Handling CSS, JavaScript, and image assets#

Documenteer uses webpack to compile CSS, JavaScript and image assets. This page explains where asset sources are maintained, and how these assets are packaged with Documenteer.

Asset sources are maintained in Documenteer’s repository in the src/assets directory. Webpack compiles and installs these assets into the Documenteer package at src/documenteer/assets. These compiled assets are not committed in Git, but are included in the Python package via MANIFEST.in. Therefore the webpack build step (npm run build) must be run in any development and CI environment.

Authenticating npm to GitHub Packages#

Documenteer’s npm dependencies include the private @lsst-sqre/rubin-style-dictionary package, which is published to GitHub Packages rather than the public npm registry.
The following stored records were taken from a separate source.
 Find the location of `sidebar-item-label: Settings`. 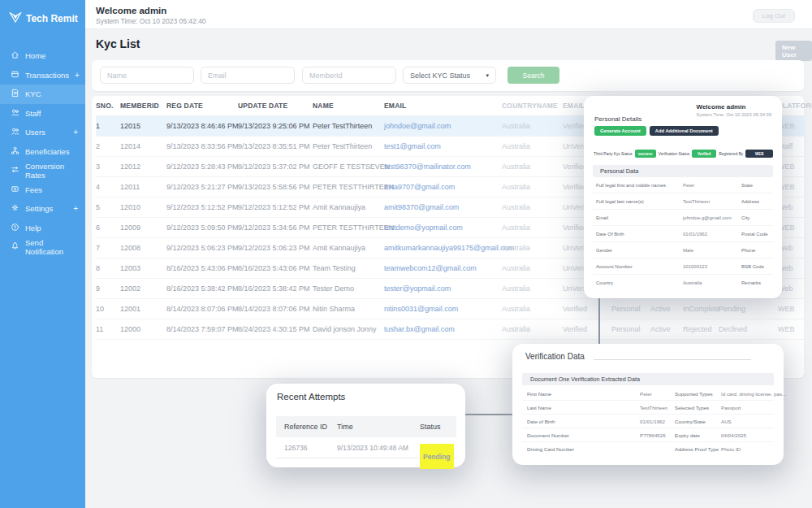

sidebar-item-label: Settings is located at coordinates (39, 208).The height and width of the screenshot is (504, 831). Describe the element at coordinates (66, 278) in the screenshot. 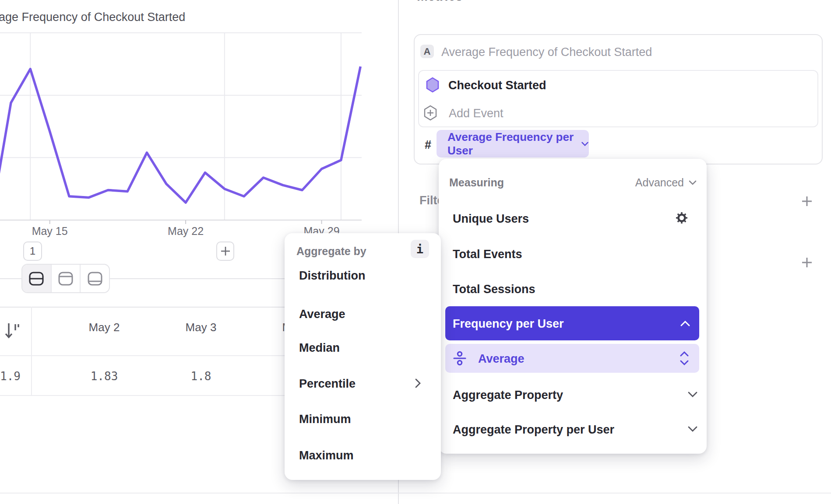

I see `view-header-button` at that location.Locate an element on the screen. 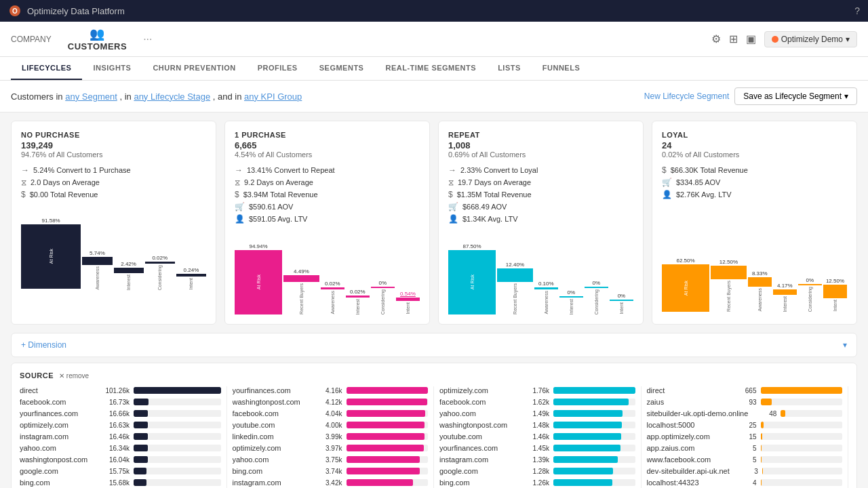 This screenshot has width=868, height=488. source-col-2: optimizely.com 1.76k facebook.com 1.62k … is located at coordinates (538, 437).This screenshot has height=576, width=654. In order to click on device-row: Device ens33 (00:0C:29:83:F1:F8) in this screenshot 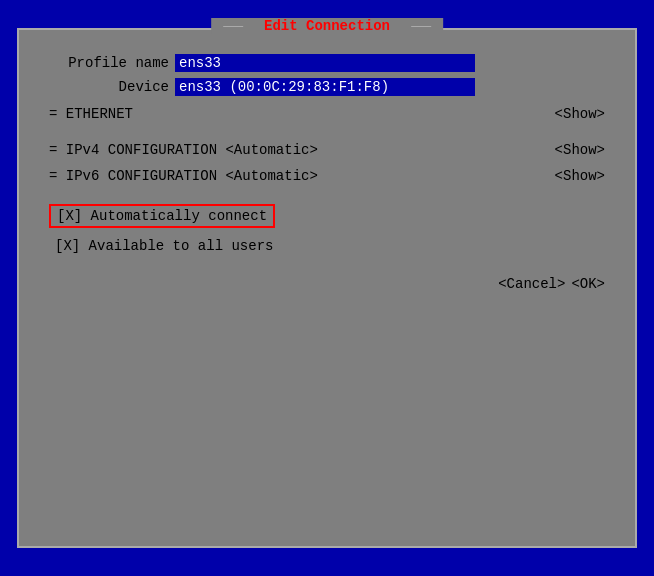, I will do `click(327, 87)`.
The repository’s .npmrc points the @lsst-sqre scope at https://npm.pkg.github.com/, so npm install must authenticate to GitHub Packages before it can download that package.
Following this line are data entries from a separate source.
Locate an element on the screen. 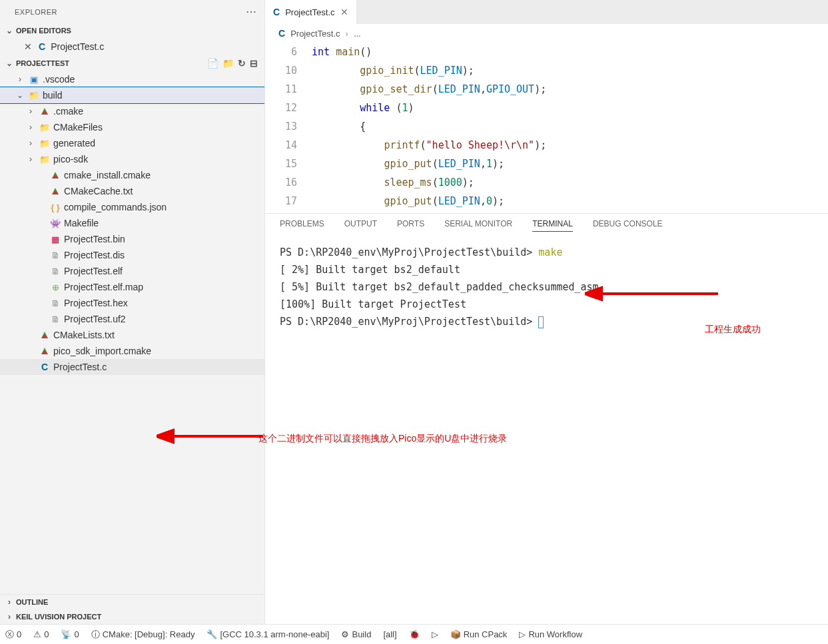 The image size is (828, 644). status-workflow: ▷Run Workflow is located at coordinates (550, 634).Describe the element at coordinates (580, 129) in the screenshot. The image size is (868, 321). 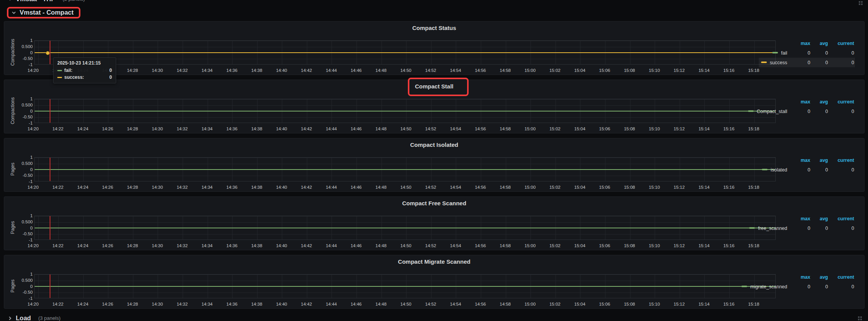
I see `x-axis-tick-label: 15:04` at that location.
GitHub Packages’ npm registry only accepts a classic personal access token (PAT); fine-grained tokens are rejected with a 403 permission_denied (“token does not match expected scopes”) error. Create a classic PAT with only the read:packages scope at settings/tokens, and — because lsst-sqre enforces SAML single sign-on — authorize the token for the lsst-sqre organization.

To build the assets outside a dev container, add the token to your user ~/.npmrc:

//npm.pkg.github.com/:_authToken=<your classic read:packages PAT>

The dev container and GitHub Codespaces configurations instead read the token from a NPM_PKG_TOKEN environment variable and write that same ~/.npmrc line automatically during postCreateCommand. In a Codespace, provide the token as a Codespaces secret named NPM_PKG_TOKEN; the token that Codespaces provisions automatically is scoped to this repository and cannot read a package published from another repository.